I think we are returning to, what does it mean to be. And how do you constantly rethink learning to become

Now for leaders, this is trickier. Managers believe that there are formal procedures that you should be using. They've been taught these procedures. It's not the what, it's the how. Let me show you how to solve that, you know, as opposed to, take the what, and now improvise. Saying “go improvise” is scary.

With leaders who have been trained in “the right way” and specific tools, how do you actually get them to understand that now they have to empathize with the tension in a problem? Now they have to learn how to play with the tensions to figure out what is really significant at that moment in time. I co-led this executive MBA course (with Ann Pendelton-Jullian) on wicked problems, and it was horrifying. The students had zero ability to play with a problem. They had a frame resolving everything to one element, oblivious to the things that they pushed aside. It made me realize the importance of coaching for a whitewater world because there is something quite fundamentally different about how we approach it relative to the world in stasis. 

Embedded in that story about the electrons is the need for humility and vulnerability. If you're going to learn from, and with, others, you're going to reveal that you don’t know what you're talking about. A lot. 

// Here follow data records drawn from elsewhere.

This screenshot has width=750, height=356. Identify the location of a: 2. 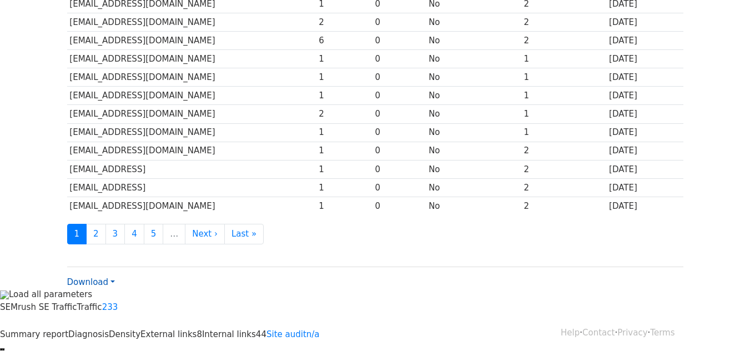
(96, 234).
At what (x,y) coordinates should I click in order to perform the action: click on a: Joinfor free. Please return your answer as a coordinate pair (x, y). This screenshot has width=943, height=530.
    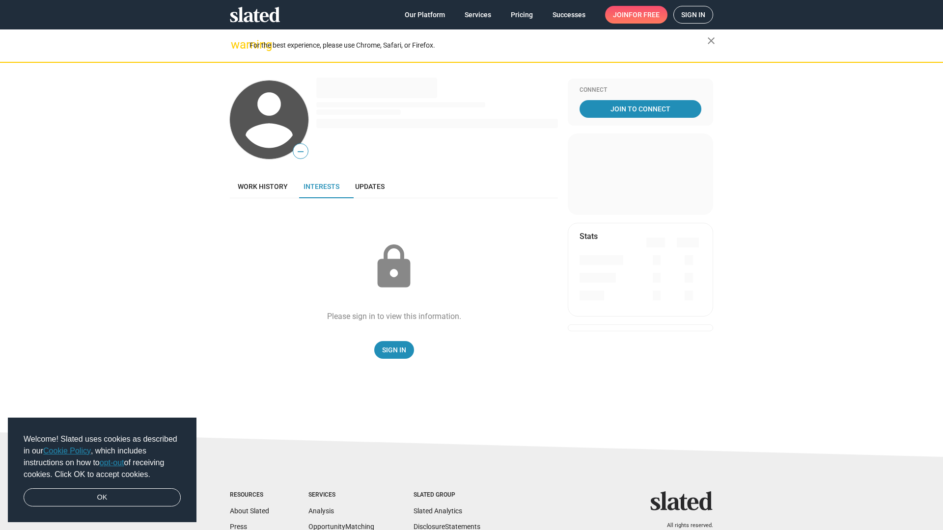
    Looking at the image, I should click on (636, 15).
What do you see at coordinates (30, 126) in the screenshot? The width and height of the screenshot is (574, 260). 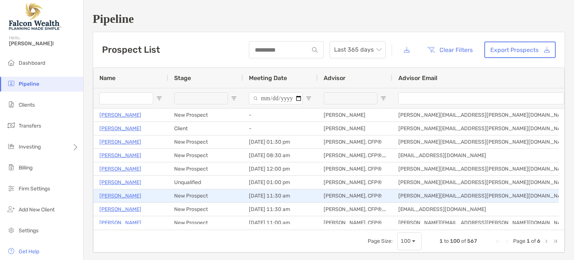 I see `span: Transfers` at bounding box center [30, 126].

A hundred percent. I think we are returning to, what does it mean to be. And how do you constantly rethink learning to becomeFirst of all, that's why reverse mentorship is so important. And maybe it starts with talking to their kids in a new way, or the people who’ve joined the company in the last two years and being profoundly curious about how they see the world. Being an entrepreneurial learner means always questing, connecting, probing, deeply curious and listening generatively to others, always learning with and from others, reading context, and reflecting on performance with the help of cohorts. Each of those challenges – knowing how to connect, learning how to listen or reflect – those things require humility. 

You asked where learning fails in the organization – there’s no real humility in the leadership. There’s very little humility throughout the organization. You can’t learn without humility.